Watching TV
MZTVHomeGallery


Watching Television


Visitors to our World Wide Web site are well aware of the diversity of our offerings, the richness of our collection, the popular appeal of our exhibitions and public programs, and the depth and extent of our research and conservation work. But, many regular visitors to our site are also by now aware of our commitment to pursuing museological outreach via all means possible. This includes those methods which come to us through technological advances. We have CD-ROMs for artists, students and educators; we have a project on the SchoolNet; we have projects produced for broadcast; we have our Web site. Between November 1996 and April 1997 we hosted Watching Television: Historic Televisions and Memorabilia from the MZTV Museum, about which information can still be found on our Web site (http://www.civilization.ca/hist/tv/tv00eng.html).

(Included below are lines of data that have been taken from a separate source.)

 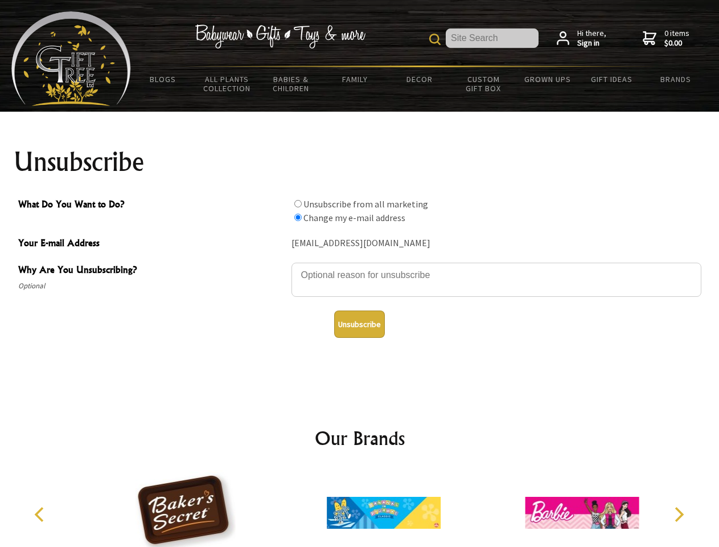 What do you see at coordinates (419, 79) in the screenshot?
I see `a: Decor` at bounding box center [419, 79].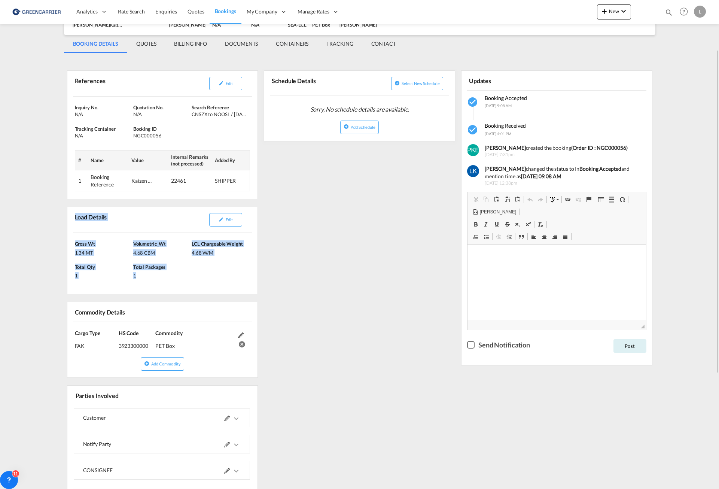 This screenshot has width=719, height=489. Describe the element at coordinates (190, 160) in the screenshot. I see `th: Internal Remarks (not processed)` at that location.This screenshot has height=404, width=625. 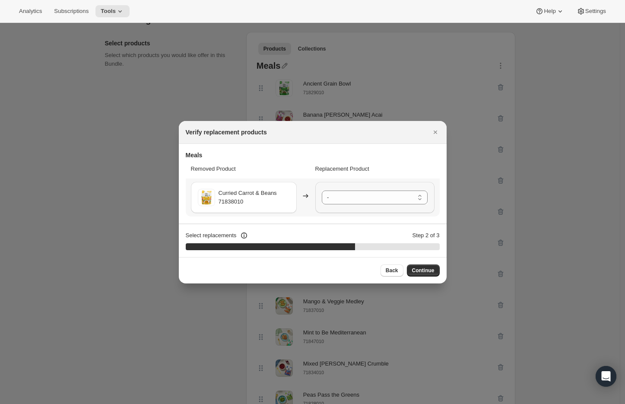 I want to click on span: Continue, so click(x=423, y=270).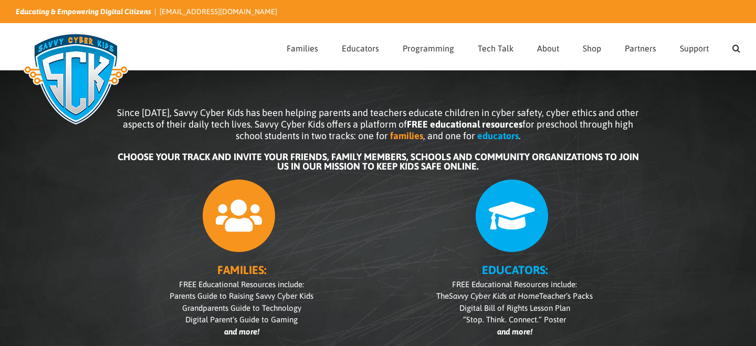  I want to click on b: EDUCATORS:, so click(514, 270). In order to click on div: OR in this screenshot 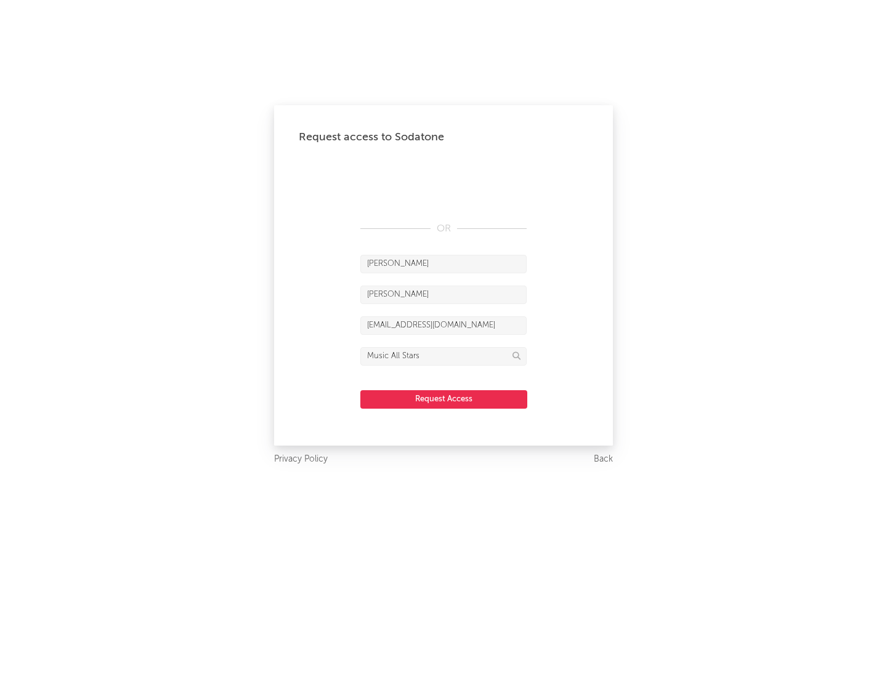, I will do `click(443, 229)`.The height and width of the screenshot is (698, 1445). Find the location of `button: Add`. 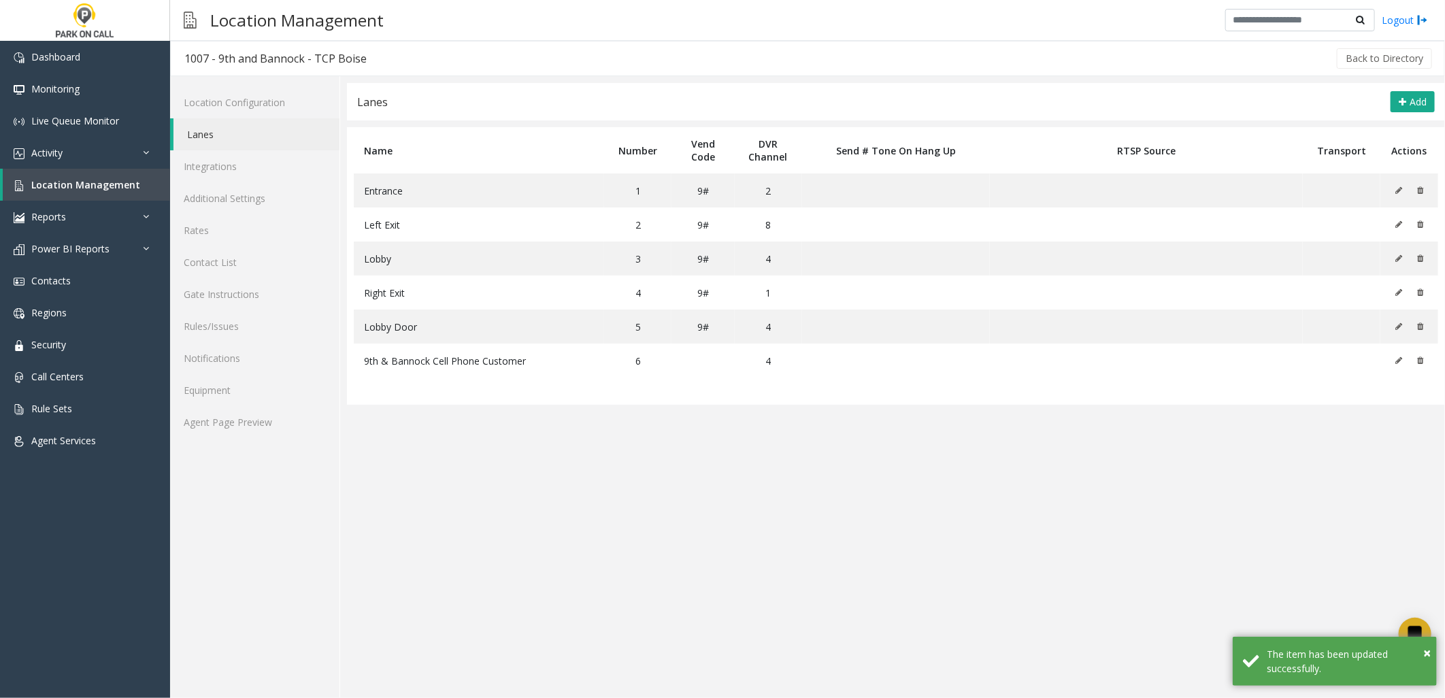

button: Add is located at coordinates (1413, 102).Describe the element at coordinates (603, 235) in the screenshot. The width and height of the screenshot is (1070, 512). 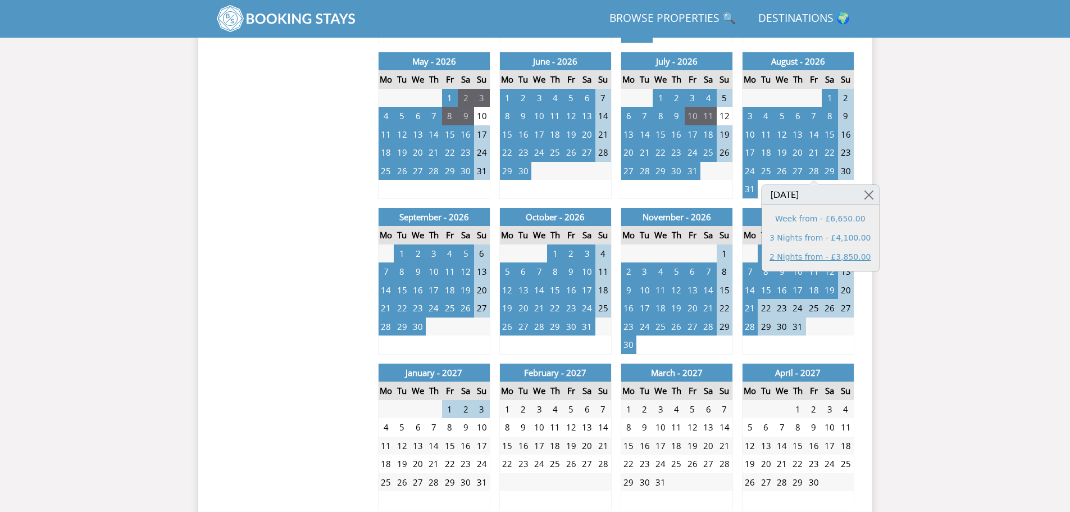
I see `th: Su` at that location.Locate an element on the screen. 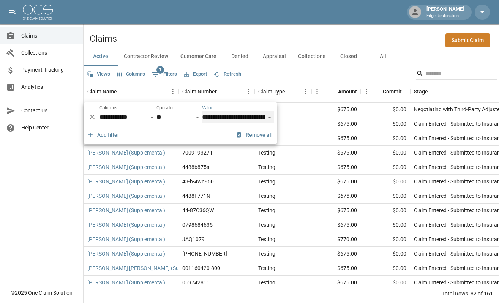 The image size is (499, 303). button: Customer Care is located at coordinates (198, 57).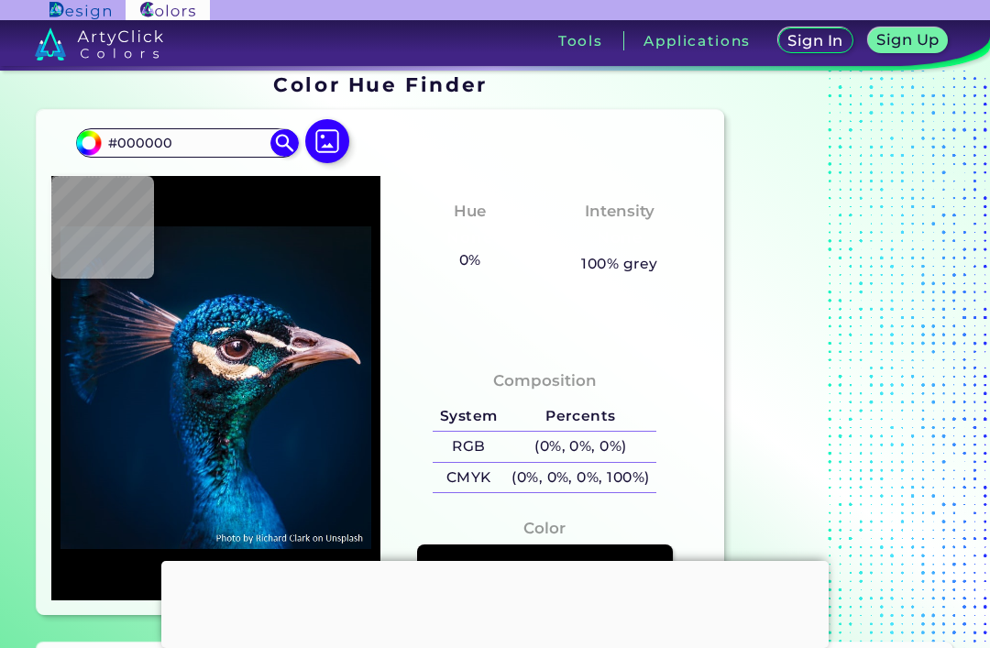 The image size is (990, 648). What do you see at coordinates (187, 142) in the screenshot?
I see `input: type color..` at bounding box center [187, 142].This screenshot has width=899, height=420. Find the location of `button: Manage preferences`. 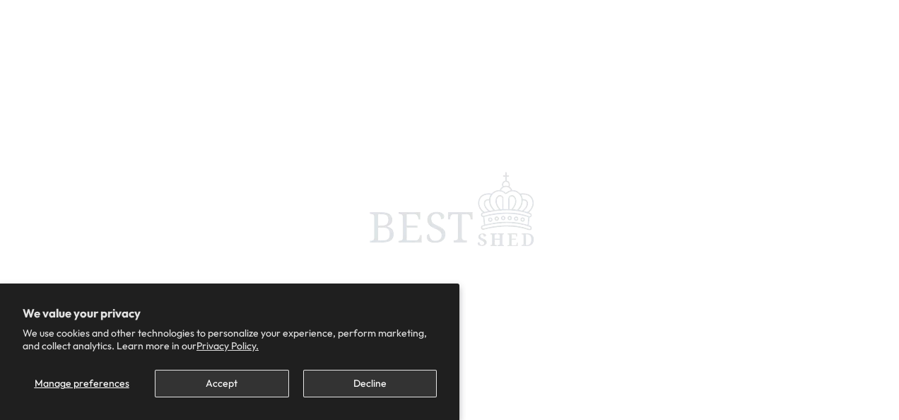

Watching Television was a welcome addition to this season's exhibition line-up at the Canadian Museum of Civilization. Based on an exhibition presented at the Royal Ontario Museum from November 1995 through September 1996, Watching Television offers a look at television and its place in our lives over the past seven decades. How has television affected our lives? How has human history been altered through the influence of television? What lies ahead for television as a medium of expression and a mirror on our world?

Most of us today have grown up with television as a constant companion. It has entertained us, shocked us, frightened us, and enlightened us. It has shown us to each other as a people - at our worst, at our most ridiculous, and at our very noblest and best. For good or ill, television tells the story of our world - of civilization. It brings us everything from in-depth documentaries on Scythian warrior graves to fast-paced music videos and children's cartoons. It brings us sports events, news flashes, heartwarming rescues and pictures of human despair. It shows us how to reupholster furniture, make quilts, build houses and fix plumbing. Its advertising attempts to show us what is most important to us culturally, socially and commercially, be it fast cars, fresh laundry, or medical research.

Television is all this and more. Far more than a simple technology, it is a means of expression and a window on the world. When people cite social ills, they point to television as both cause and effect. Television violence begets real-life violence, some say; television violence reflects the violence that already exists in society, say others. To many of us, television is also our ticket to the world beyond our doors. It shows us places we may never visit, allows us to live vicarious lives of luxury and glamour, gives us a front-row seat to real-life dramas. It also allows us to step back and ponder what we see. Is it true? Why is it happening? Could we ever be involved in a similar situation? Are we glad or disappointed that the television screen is there to separate us and protect us from what we're watching?

Central to the exhibition's content is the notion that television, contrary to what many critics often charge, is not an intellectual and cultural wasteland, but a vibrant medium of cultural expression. It is a medium which has changed as the world around it has changed, metamorphosing and adapting to its surrounding reality.

Watching Television illustrates the development of television technology and design through the MZTV Museum's important collection of historical television sets and memorabilia. It also encourages us to consider the social and cultural importance of television, past, present and future.

The collection of archival television sets is truly remarkable, presenting a stunning array of television technology from the 1920s through to the 1970s. Some of the pieces in the exhibition are one-of-a-kind; others will seem as familiar to you as the old couch you curled up on for Hockey Night in Canada, Les Belles Histoires des pays d'En-Haut, Ed Sullivan on Sunday nights - or for Johnny Carson after you'd snoozed through the late news.

In addition to the television sets and related memorabilia, the exhibition shows us where television is headed. As Marshall McLuhan once said, new technologies build on the technologies they supersede. In Watching Television you will see how television technology and programming have influenced today's
Information Highway.

Watching Television gives those interested in technology a chance to peruse the world's finest and most comprehensive collection of historical television sets and learn more about the past, present and future of the medium and its technology. For those interested in design, some of the television sets are rare or one-of-a-kind pieces, including a lucite television set produced to prove that television wasn't some kind of hoax. For nostalgia buffs, the television clips running throughout the exhibition and assorted memorabilia
offer a trip down memory lane. For those with an interest in more weighty issues, there are displays dealing with television as a medium for change. And for those of you who like an exhibition which allows you to take part, there are interactive elements like a Speakers Corner video booth and computer stations which link you to a World Wide Web site - for many, television's next incarnation.

Television has touched the lives of almost everyone on earth. As you will learn in the exhibition, more than one billion televisions are owned around the world today. There are more televisions in use than there are homes with running water. In many countries, television even reaches into villages without electricity - villages where television is powered by car batteries.

Without television, world civilization would be vastly different than it is today. For good or ill, even if we never watch it ourselves, television has changed our lives to an unimaginable extent. For a taste of how television has accomplished perhaps the single biggest revolution in human society since the Second World War - a phenomenon that has done more to create global understanding than anything else on earth.

Watching Television: Historic Televisions and Memorabilia from the MZTV Museum - see where civilization is going, and not just where it's been.